Boffoli 4
Christopher Boffoli
Professor Maureen O’Donnel
Writing for College L125
4 October, 2018
On Education and the “Emperors”
The anthology Patterns Across Cultures by Hirschberg and Hirschberg is a compilation of many stories from across the world pertaining to many different cultures. It should be no surprise that any one of these stories should resonate with one of its readers, perhaps based on subject matter or, through the aspects of the reader’s culture present in its work. In the case of myself, Taylor Clark’s “Plight of the Little Emperors” has spoken greatly to me. The story of the one-child generation of China and their complex upbringing has seen many parallels to my own upbringing. However, while similarities do exist, the extremes undergone by the Little Emperors, aided by many factors has shown that there are stark differences between them and me. Differences aside, I can say with clarity however, that the main cultural theme that links the Little Emperors and I is our shared, and sometimes extreme, value in education.
The xiao huangdi, or the Little Emperors, as the term translates were a generation of urban Chinese children born in the era following the enactment of the one-child policy in China. While the initial goal of the one-child policy was to try and contain China’s mushrooming population in the late twentieth and early twenty-first centuries, Clark in “Plight of the Little Emperors” on page 354 of Patterns Across Cultures argues that, “the greater purpose was to turn out a group of young elites who would enjoy the full and undivided resources of their whole family,” hence the name Little Emperors. These young children would be bred and rigidly educated to pass the national college entrance exam, called the gao kao, or “tall test” by the Chinese. The future of the Little Emperors would hinge on this exam, leading them to rigorously study for the majority of their childhood lives, all while being given the complete attention of their family. This has created extremely high expectations in the minds of the Little Emperors when entering the Chinese labor force, but the policy of bringing up an ultracompetitive generation of intellectuals in a still-developing country with few positions to meet up to the expectations of the Little Emperors has led to many falling into depression due to failing to meet these expectations, with 25% of university students in China having reported suicidal thoughts (Clark 356). In recent decades however, China has begun to address some of these issues, such as establishing a suicide-prevention hotline in 2003 (Clark 357) and even abandoning the one-child policy altogether in 2015.

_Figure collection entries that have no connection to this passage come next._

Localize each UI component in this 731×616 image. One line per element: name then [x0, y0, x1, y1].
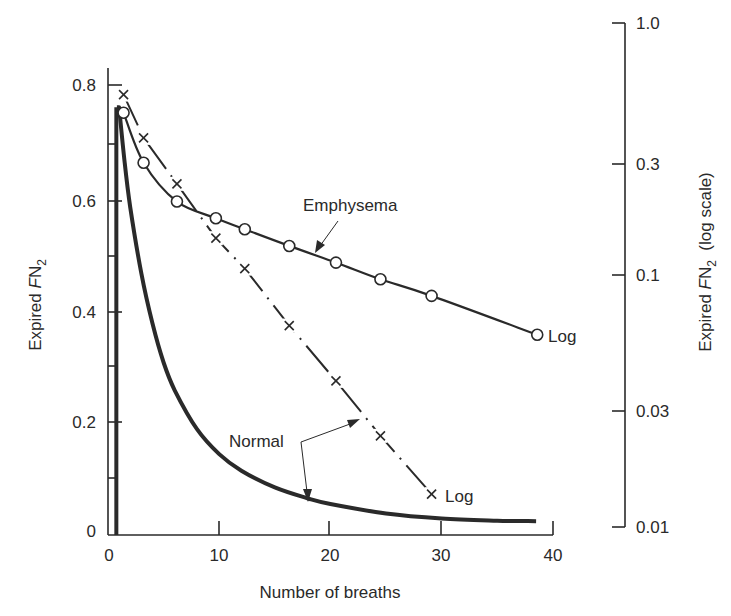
x-tick-label: 30 [432, 546, 451, 565]
x-marker [329, 374, 343, 388]
emphysema-arrow [315, 221, 338, 253]
circle-marker [138, 157, 149, 168]
circle-marker [210, 213, 221, 224]
x-marker [209, 231, 223, 245]
y-tick-label: 0.4 [72, 303, 96, 322]
y-right-tick-label: 0.01 [636, 518, 669, 537]
y-tick-label: 0.8 [72, 76, 96, 95]
emphysema-line [124, 113, 538, 335]
circle-marker [171, 196, 182, 207]
chart: 0.8 0.6 0.4 0.2 0 Expired FN2 0 10 20 30… [0, 0, 731, 616]
normal-label: Normal [229, 432, 284, 451]
x-marker [425, 487, 439, 501]
y-right-tick-label: 1.0 [636, 14, 660, 33]
x-marker [137, 131, 151, 145]
y-axis-right [612, 23, 625, 527]
x-axis [108, 521, 553, 535]
series-emphysema [118, 107, 543, 340]
circle-marker [284, 240, 295, 251]
y-axis-right-title: Expired FN2 (log scale) [696, 172, 719, 352]
series-normal-linear [116, 107, 536, 535]
log-label-emphysema: Log [548, 327, 576, 346]
x-axis-tick-labels: 0 10 20 30 40 [104, 546, 562, 565]
y-axis-right-tick-labels: 1.0 0.3 0.1 0.03 0.01 [636, 14, 669, 537]
normal-arrowhead-upper [347, 419, 360, 428]
log-label-normal: Log [445, 487, 473, 506]
x-tick-label: 10 [210, 546, 229, 565]
circle-marker [375, 274, 386, 285]
y-axis-left-title: Expired FN2 [26, 259, 49, 351]
circle-marker [239, 224, 250, 235]
x-tick-label: 20 [321, 546, 340, 565]
x-marker [170, 177, 184, 191]
normal-arrows [301, 424, 350, 492]
x-marker [238, 262, 252, 276]
circle-marker [330, 257, 341, 268]
circle-marker [426, 290, 437, 301]
emphysema-label: Emphysema [303, 196, 398, 215]
x-marker [373, 429, 387, 443]
y-tick-label: 0.6 [72, 192, 96, 211]
x-tick-label: 40 [544, 546, 563, 565]
normal-linear-curve [117, 107, 536, 521]
x-marker [117, 88, 131, 102]
x-axis-title: Number of breaths [260, 583, 401, 602]
x-marker [282, 319, 296, 333]
y-tick-label: 0 [87, 522, 96, 541]
x-tick-label: 0 [104, 546, 113, 565]
y-right-tick-label: 0.1 [636, 266, 660, 285]
y-tick-label: 0.2 [72, 413, 96, 432]
y-right-tick-label: 0.3 [636, 155, 660, 174]
y-right-tick-label: 0.03 [636, 402, 669, 421]
y-axis-left-tick-labels: 0.8 0.6 0.4 0.2 0 [72, 76, 96, 541]
circle-marker [118, 107, 129, 118]
circle-marker [532, 329, 543, 340]
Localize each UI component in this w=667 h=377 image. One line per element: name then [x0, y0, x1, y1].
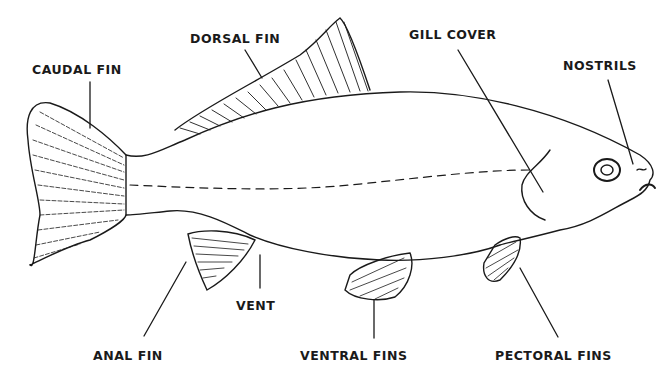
leader-dorsal-fin — [245, 50, 262, 78]
label-dorsal-fin: DORSAL FIN — [190, 31, 280, 46]
label-pectoral-fins: PECTORAL FINS — [495, 348, 612, 363]
label-anal-fin: ANAL FIN — [93, 348, 163, 363]
anal-fin — [188, 231, 255, 290]
label-caudal-fin: CAUDAL FIN — [32, 62, 122, 77]
label-nostrils: NOSTRILS — [563, 58, 637, 73]
label-ventral-fins: VENTRAL FINS — [300, 348, 407, 363]
fish-illustration — [0, 0, 667, 377]
lateral-line — [130, 170, 530, 189]
leader-anal-fin — [144, 262, 186, 336]
caudal-fin — [27, 103, 126, 266]
gill-cover — [522, 150, 550, 220]
eye — [594, 159, 620, 181]
label-gill-cover: GILL COVER — [409, 27, 497, 42]
fish-body-outline — [126, 92, 653, 261]
fish-diagram: CAUDAL FIN DORSAL FIN GILL COVER NOSTRIL… — [0, 0, 667, 377]
leader-pectoral-fins — [520, 268, 558, 337]
leader-nostrils — [608, 80, 633, 164]
label-vent: VENT — [236, 298, 275, 313]
nostril — [637, 169, 646, 170]
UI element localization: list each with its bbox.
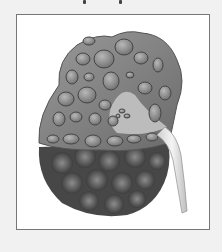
clipped-text-fragment (83, 0, 86, 4)
clipped-text-fragment (119, 0, 122, 4)
polycystic-kidney-illustration (17, 15, 209, 229)
image-frame (16, 14, 210, 230)
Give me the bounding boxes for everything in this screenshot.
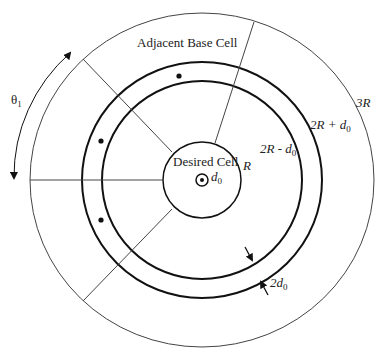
sector-line-lower-left [83,209,172,301]
angle-arc-arrow [14,53,70,178]
adjacent-base-cell-label: Adjacent Base Cell [137,36,237,49]
interferer-dot-left-lower [98,217,103,222]
sector-line-upper-left [83,59,172,152]
angle-theta-label: θ1 [11,93,22,109]
ring-width-label: 2d0 [270,276,288,292]
ring-width-arrow-outer [261,282,268,295]
ring-width-arrow-inner [245,247,252,260]
center-dot [200,178,204,182]
radius-r-label: R [243,159,251,172]
outer-ring-radius-label: 2R + d0 [310,118,351,134]
cell-interference-diagram: Adjacent Base Cell θ1 Desired Cell d0 R … [0,0,379,354]
center-offset-label: d0 [211,170,222,186]
diagram-graphics [0,0,379,354]
outer-3r-label: 3R [356,96,370,109]
inner-ring-radius-label: 2R - d0 [260,142,296,158]
interferer-dot-left-upper [98,138,103,143]
desired-cell-label: Desired Cell [173,155,238,168]
interferer-dot-top [176,73,181,78]
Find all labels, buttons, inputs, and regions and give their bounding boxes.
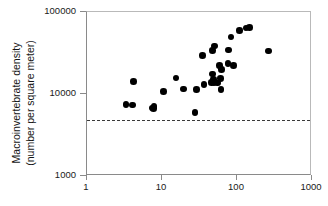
x-axis-tick-label: 1 bbox=[83, 182, 88, 192]
y-axis-tick-mark bbox=[80, 93, 86, 94]
x-axis-tick-mark bbox=[236, 175, 237, 180]
data-point bbox=[123, 101, 130, 108]
plot-area bbox=[86, 11, 311, 175]
data-point bbox=[236, 27, 243, 34]
data-point bbox=[193, 86, 200, 93]
y-axis-title-line-1: Macroinvertebrate density bbox=[9, 40, 23, 165]
scatter-plot-figure: Macroinvertebrate density (number per sq… bbox=[0, 0, 328, 206]
data-point bbox=[217, 75, 224, 82]
x-axis-tick-label: 10 bbox=[156, 182, 167, 192]
data-point bbox=[192, 109, 199, 116]
y-axis-tick-label: 100000 bbox=[16, 6, 76, 16]
data-point bbox=[230, 62, 237, 69]
data-point bbox=[211, 43, 218, 50]
y-axis-tick-label: 1000 bbox=[16, 170, 76, 180]
x-axis-tick-mark bbox=[86, 175, 87, 180]
x-axis-tick-label: 1000 bbox=[300, 182, 321, 192]
data-point bbox=[130, 78, 137, 85]
x-axis-tick-mark bbox=[311, 175, 312, 180]
data-point bbox=[218, 86, 225, 93]
data-point bbox=[201, 81, 208, 88]
data-point bbox=[218, 66, 225, 73]
x-axis-tick-label: 100 bbox=[228, 182, 244, 192]
data-point bbox=[246, 24, 253, 31]
x-axis-tick-mark bbox=[161, 175, 162, 180]
y-axis-title-line-2: (number per square meter) bbox=[23, 40, 37, 165]
data-point bbox=[199, 52, 206, 59]
data-point bbox=[180, 86, 187, 93]
y-axis-tick-mark bbox=[80, 11, 86, 12]
y-axis-tick-label: 10000 bbox=[16, 88, 76, 98]
data-point bbox=[265, 48, 272, 55]
data-point bbox=[160, 88, 167, 95]
threshold-dashed-line bbox=[87, 120, 310, 121]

After having read “Plight of the Little Emperors,” I have noticed there have been numerous connections to my life on the subject of education. Like the Little Emperors, I too have placed a great, sometimes unnecessarily high value on education. Throughout my academic career, I have always tried my best when trying to succeed in school. I had found that school came very easily during primary school, but when middle and high schools came around I began to show difficulty with particular subjects. What amplified the difficulties, especially in high school, was my absolute refusal to accept any type of failure and inability to quit when undergoing a task. This would mean that despite being placed into classes where I was almost completely overwhelmed, rather than settling and switching to a lower level class, I would stay in a difficult high level class simply because it was of a higher level than regents. This ultimately compacted in high school, where by senior year despite sharing classes with top five students in the school, grade wise I was only ever in the top 100. However, while I did undergo a lot of unnecessary difficulty in high school, the feelings of failure and depression that would accompany my own inadequacy was not nearly on the level of Little Emperors. Never once had I ever considered taking my own life on the grounds of receiving a bad grade. Another difference between the Little Emperors and I was the environments we were raised in. The Little Emperors were often born to urban poor and had to rigorously compete for extremely limited prospects of success. I on the other hand am from a middle class family in a nation where the prospects of success are far greater and far more numerous. Even if I were to fail at attaining one of the many successful positions American society offers, the cost of failure in America is far less than that of China. If the Little Emperors were to not do well enough on the “tall test,” they would be forever shut out of the middle and upper classes of China, where in America, social mobility is far easier and is not just limited to academic success.
In summation, the “Plight of the Little Emperors is a story that has resonated with me greatly and has connected deeply with my personal culture. I have seen that the Little Emperors show many traits that I can see within myself, such as a devout fervor for education, and a great discontentment for failure. While these traits are good in a healthy amount in one such as myself, the amplification of these traits in the Little Emperors, particularly the latter, has led to some less than desirable results. However, this great difference between the Little Emperors and I can be explained due to the rigorous and highly competitive nature of the Chinese educational sphere compared to that of my American educational experience, where the chances of success are far higher due to the greater amount of opportunities for social advancement. Unlike that of China, where the Little Emperors’ chances of social advancement hinges on a single test, and even with that, the amount of positions for whoever succeeds is far more limited than America due to the still developing nature of China’s economy. Despite our differences, the Little Emperors and I share a common goal that connects deeply our shared ideal of education, and the advancement through society that in helps provide. I shall follow in the example of the Little Emperors and focus myself further on studying and acquiring knowledge through education in order to advance myself to the absolute apex of society.